Lionel sighed. “I am getting to that.” He paused, drawing in a slow breath. “For you to understand, I must take you back many years—many generations. You see, Amelia, there is a… curse upon the men of the Barnet line.”
She squinted at him, her tone a little withering as she replied, “A curse? Are you quite serious?”
“It is not an actual curse,” he said with a faint smile, “but that is the easiest way to describe it. It is, in truth, an inherited sickness that has plagued generation after generation of Barnet men. Many physicians have been consulted and none of them have been able to explain why it occurs, but it is… fatal.”
She gasped involuntarily, her hand flying to her chest. “What?”
“It killed my father, my grandfather, my great-grandfather, and so on and so forth, so far back that I cannot count the ‘greats’ the must go before the title. And it killed them all before they were forty years of age,” he explained ruefully. “There is a volume in the library that details each loss, and since the sickness began, there have been very few exceptions.”
Amelia’s throat tightened as the enormity of what he was saying began to sink in. Her breaths quickened, while she rubbed her chest with the heel of her palm, struggling to loosen the clenched sensation that squeezed there.
“That is the reason I sought a marriage of convenience, with a woman who did not desire love,” he continued, his voice strained. “That is why I did not wish to have children. I could not bear the thought of falling in love and being loved in return, only to make the woman that I love grieve the loss of me at such a relatively young age, leaving her all alone in the world. Moreover, I could not stand the idea of that same woman having to fret over the longevity of our sons, if we were to have any.
“Do you remember that I told you that my mother and father were so in love that they were like newlyweds, right until the very end?”
Amelia nodded. “I do.”
“I shall never quite believe that the loss of my father did not cause a heartbreak in my mother that eventually killed her. She hung on for as long as she could without him, but she was never the same. It was like the light had sputtered out in her eyes, and though she loved Rebecca and me, there was always something missing afterward.” He gestured to the door. “And though my grandmother is as merry a woman as you could meet, there are times when she remembers, and the light dims in her too.”
Sitting forward in her chair, Amelia concentrated on her breathing, fighting to overwhelm the awful dread that slithered up her spine. In the carriage, she had wondered what on earth Lionel could say that would convince her enough to forgive him, and to stay permanently. Now, she had her answer.
It all makes sense…
Of course, he would want to distance himself, resisting any feelings that might have formed. It was human to want to spare others from pain. Yet, at the same time, she felt a bristle of anger that he had not told her sooner.

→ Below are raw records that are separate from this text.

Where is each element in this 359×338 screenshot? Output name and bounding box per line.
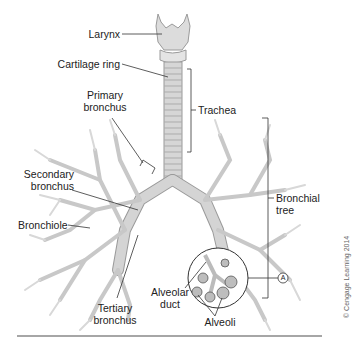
label-trachea: Trachea [198,104,236,116]
label-primary-bronchus-line1: Primary [80,89,130,101]
label-secondary-bronchus-line1: Secondary [10,168,74,180]
label-bronchial-tree-line2: tree [276,204,294,216]
copyright-notice: © Cengage Learning 2014 [343,236,350,318]
label-alveoli: Alveoli [195,316,245,328]
alveoli-inset [188,248,288,308]
label-tertiary-bronchus-line1: Tertiary [90,302,140,314]
larynx-shape [156,14,190,63]
label-primary-bronchus-line2: bronchus [80,101,130,113]
label-larynx: Larynx [60,28,120,40]
trachea-shape [164,62,182,182]
label-cartilage-ring: Cartilage ring [40,58,120,70]
label-secondary-bronchus-line2: bronchus [10,180,74,192]
label-tertiary-bronchus-line2: bronchus [90,314,140,326]
label-bronchiole: Bronchiole [18,219,68,231]
label-bronchial-tree-line1: Bronchial [276,192,320,204]
label-alveolar-duct-line2: duct [145,298,195,310]
label-alveolar-duct-line1: Alveolar [145,286,195,298]
label-inset-marker: A [279,272,287,284]
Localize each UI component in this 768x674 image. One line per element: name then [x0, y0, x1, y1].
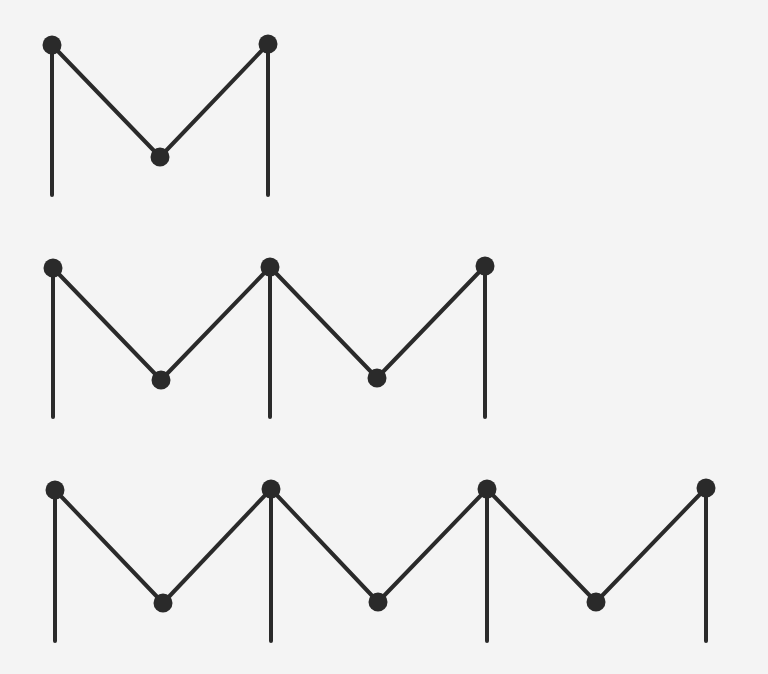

“Why did you not say anything?” she whispered, meeting his gaze. “Why did you not say anything before or after we were married? I would have understood. I would have been shocked, yes, but… I would have understood.”
“Because, to my shame, I thought I knew what was best for you. I thought it was up to me to decide that for you,” he replied, licking his dry lips. “And because, at first, I did not think it mattered or that it was important, because I did not mean to fall in love with you.”
She blinked. “Pardon?”
“I have fallen in love with you, Amelia. I suspect I began falling in love with you from the moment I removed your top hat,” he replied in earnest, a note of humor in his voice. “When I heard that you were leaving on the evening tide, I knew that I could not let you go for even a minute. I knew that I had been an idiot. Then, seeing John and his family—it confirmed that thought. Life, however short, is for living, and I want to live mine with you at my side.”

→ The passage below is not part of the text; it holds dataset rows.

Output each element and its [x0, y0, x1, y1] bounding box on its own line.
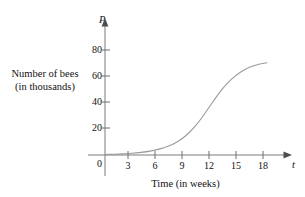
population-curve: [105, 63, 267, 155]
y-axis-arrowhead: [102, 18, 109, 27]
bee-population-chart: Number of bees (in thousands) Time (in w…: [0, 0, 305, 197]
x-axis-arrowhead: [284, 152, 293, 159]
axes-group: [88, 18, 292, 176]
plot-area: [0, 0, 305, 197]
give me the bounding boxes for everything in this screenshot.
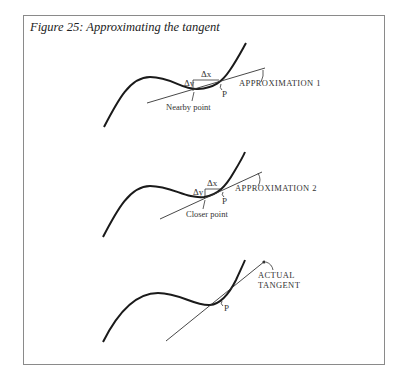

Her heart soared and fell in waves, her mind a tangle of contradictions, her soul yearning for him yet already pained at the thought of losing him. In many ways, she wished he had not told her, though she doubted that not-knowing would soften the blow any.
“But, of course, that is not my decision to make,” Lionel continued with a sad smile. “I promise to love and cherish you for as long as I am alive, but if what I have told you is something you cannot bear, then I will let you go without protest, leaving you free to find your happiness with someone who does not have a curse like mine. It is the choice I should have given you from the start but, as I said, I did not know that I was going to fall completely in love with you. I did not know that you were the one who already had my heart.”
Amelia looked at him. Really looked at him. She pushed aside everything he had told her, aside from one thing—that he loved her, and had been trying to protect her by pushing her away so unkindly. She gazed deeply into his eyes, letting the pendulum of her heart decide which way she should go.
But that pendulum had been fixed upon loving him since the beginning, and it refused to budge, even now.
“Would you still think me delusional if I said that I could never love another man the way that I love you, or that I would rather have one year of bliss with you than one-hundred years with any other man?” she asked, a playful smirk lifting one corner of her lips.
He groaned. “You are going to make me regret saying those things, I can tell.”
“Not for too long,” she told him, rising from her chair. “After all, we do not know how long we have, and I should hate to spend it all on teasing you.”
He smiled at her as she moved toward him. “You really would not be happier with another man?”
“Not in the slightest,” she told him, sitting down sideways on his lap as his arms slipped around her waist. “I would be thoroughly miserable. Indeed, I was thoroughly miserable for the past few days, but at least you had a very good excuse for making me feel that way.”
A line appeared between his eyebrows, regret in his eyes. “I am so very sorry for lying to you, my love. When you confessed to me, I wanted more than anything to tell you that I loved you in return. Loved you fiercely, beyond everything.”
“I forgive you,” she murmured, holding his face in her hands. “I forgive you and I love you, with all of my heart.”
“I love you more,” he replied. “I love you. But… I must ask again—are you sure you can bear this?”
Her breath caught in her throat. “For all the time that fate allows us, I can, and if we are blessed with sons, I will savor every moment I have with them, not wasting a moment on worry. It does not help, but it hinders.” She gently stroked his cheeks with her thumbs. “And I will consider myself fortunate indeed to have loved and been so loved, no matter what may come.”
“I worship the night you knocked on my door,” he whispered, raising his head up to meet her lips in a soft, searing kiss. “That is the only fate I care about—that the love of my life was sent to me when I needed her most.”
She smiled against his lips. “And that the love of my life was sent to me when I needed him most.”
She kissed him deeply, running her hands through his silky hair, curling into him as he held her close. He draped one arm over her legs, his hand curving around her to rest against the small of her back, while his other hand cradled her cheek, caressing her skin as he kissed her in return.
She did not know if he had done it deliberately, but it was rather perfect that he had told his story and confessed his love in the library, surrounded by all of the books she adored. All of the romantic tales and soaring epics, the adventures and perils, and, of course, the happy endings that never failed to make her heart leap.
Ours will be the happiest, she told herself, believing it with every fiber of her being. If John could be an exception, it stood to reason that Lionel could be, too.
As Lionel kissed her slowly and fiercely, time itself seemed to slow around them. She sank deeper into his embrace, losing herself in his kiss and his hold upon her, certain that if she just kept kissing him, as often as possible, then they could make the clock stop altogether. For theirs, she was sure, was a love that time itself would stand still for.
“I love you,” she murmured, warm and safe and happy in his arms.
“As I love you,” he whispered, kissing her again.